The AI Credit Engine Trading at... Book Value?
Why LendingClub’s data-hungry loan bot is an overlooked bargain
Executive Summary
Model Portfolio Action: Long LC US 01/16/26 C15 (January 2026 $15 call) at 0.25% portfolio weight.
Rationale: We use these options for an asymmetric bet. If a deep recession hits the thesis dies but our loss is fixed at the premium, while a re-rating lets the options deliver several times that outlay.
LendingClub ($LC) is a profitable digital bank that already puts artificial-intelligence underwriting to work at scale, $2 billion of loans last quarter, up 21%, yet trades for roughly its tangible book value. Wall Street still groups LC with slow regional lenders, ignoring the fact that its credit models digest 100 billion-plus data cells harvested over 15 years and are now being super-charged by small “AI talent” tuck-ins (Tally’s card-payoff engine, Cushion’s subscription-tracking bot). The result: better credit, cheaper funding, richer margins, and a business that can grow like a fintech while funding itself like a bank. As those metrics compound, and as investors look for “second-derivative” AI plays, the stock should re-rate toward its peers, we estimate ~100% upside to about $22 in the next twelve months. Downside risk is somewhat cushioned by a 17.8% CET1 capital ratio and the fact the shares already sit near book.
What Matters:
• AI underwriting that already earns money: LC’s machine-learning models approve or decline in seconds using the industry’s deepest consumer-loan dataset. That data edge just showed up in the numbers: consumer net charge-offs dropped from 8.1% to 4.7% YoY while peers still trend higher. Better losses let LC raise its whole-loan sale prices by 200bp for five straight quarters, pure margin the market barely notices.
• Cheap deposits, fat spreads: Thanks to a 2021 bank charter, LC funds its own loans with 87% FDIC-insured retail deposits. Net-interest margin printed 6%, top-decile in U.S. banking, because LevelUp savings accounts replaced expensive brokered deposits. Every rate cut the Fed delivers should widen that spread before deposits fully re-price.
• Growth is back, and it’s profitable: Management throttled marketing in 2023 to ride out macro jitters; they reopened the spigot late last year, and Q1 2025 already showed $218 million in revenue (+20%) and $74 million pre-provision profit (+52%). Guidance points to another originations jump this summer. Expenses grew only 9%. That is operating leverage writ large.
• Product flywheel creates optionality: Most personal-loan outfits touch a borrower once. LC now layers a mobile app, DebtIQ coaching, Top-Up refis, and soon Cushion’s AI subscription-killer on top. Borrowers who activate those tools log in 60% more often and take 30% more repeat loans, a no-brainer way to lower acquisition costs and raise lifetime value.

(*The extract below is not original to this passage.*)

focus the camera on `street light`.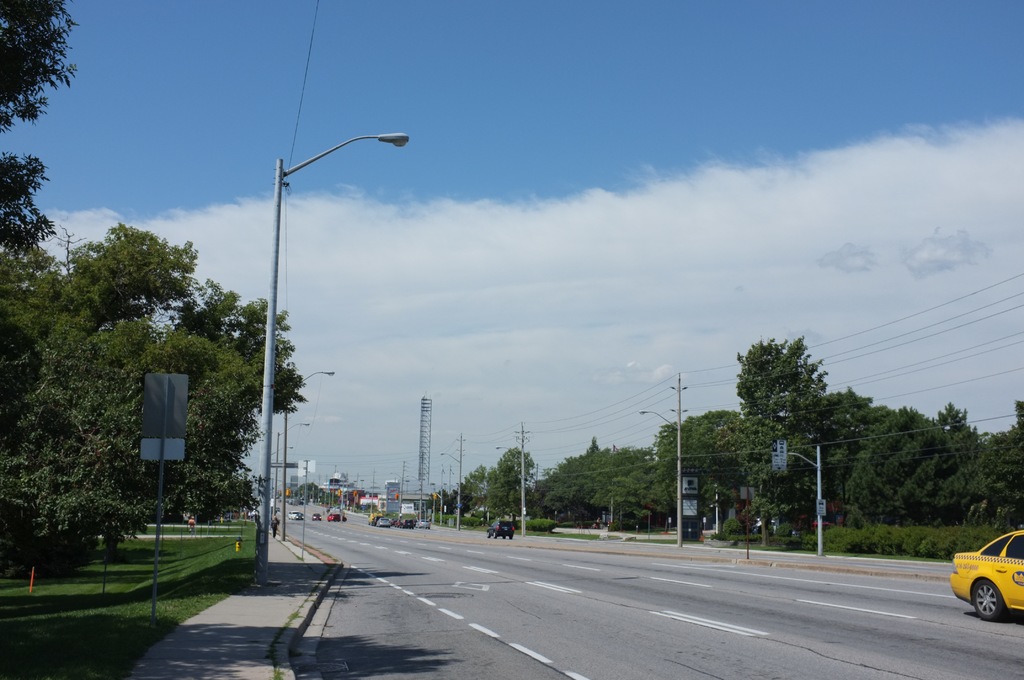
Focus region: l=637, t=370, r=691, b=550.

Why It’s an Indirect AI Play
Data scale few can match: Banks hold data but lack model agility; fintechs have models but tiny history. LC owns both, 15 years of labelled outcomes and cloud-native ML infrastructure.

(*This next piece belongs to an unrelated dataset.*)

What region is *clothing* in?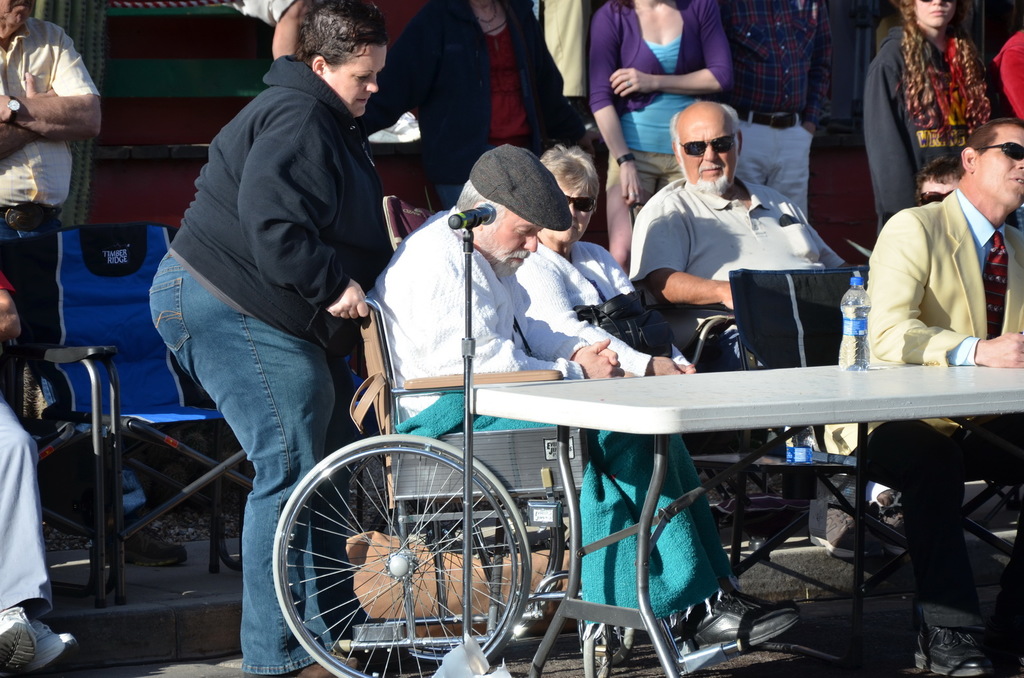
crop(153, 0, 402, 577).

AI economics visible today: The credit-loss gap vs. peers isn’t theoretical; it drops straight to the bottom line through higher sale prices and lower charge-offs.
Newly acquired AI micro-teams plug in fast: Instead of chasing splashy billion-dollar LLM deals, LC buys high-talent, low-price codebases (Tally, Cushion) and turns them into features inside a regulated bank app, zero platform risk, all data synergy.
Investors still want safe AI exposure: After last year’s run-up in GPU vendors and model labs, PMs are hunting “picks-and-shovels” AI winners that also throw off cash. LC fits that bill better than any consumer lender on the board.
Catalysts to Watch
Q2 & Q3 prints: Spring and summer are peak refinancing seasons; LC guides $2.1–$2.3 billion in originations for Q2, leaving room to surprise.
Insurance money flows: Fitch just rated LC’s first structured-loan certificate. Insurance portfolios (≈$8 trn) seek that yield with NAIC-friendly ratings.
Rate cycle: First 25bp Fed cut boosts deposit-loan spread before LevelUp savings re-price downward.
8%+ ROE proof-point: Management targets that by Q4; if delivered, value investors may rerate the equity.
Key Risks
Spreads Compress: If deposit costs jump faster than loan yields, the 6% margin fades.
Competitive Over-funding: A rival could subsidize rates to gain share; so far, LC’s charter keeps its funding cheaper than venture-backed peers.
Regulatory Surprise: New APR caps or OCC actions would hurt.
Conclusion
LendingClub is the rare financial stock where AI isn’t a press-release garnish, it’s already embedded in underwriting, already improving economics, and already profitable. The market just hasn’t bothered to look.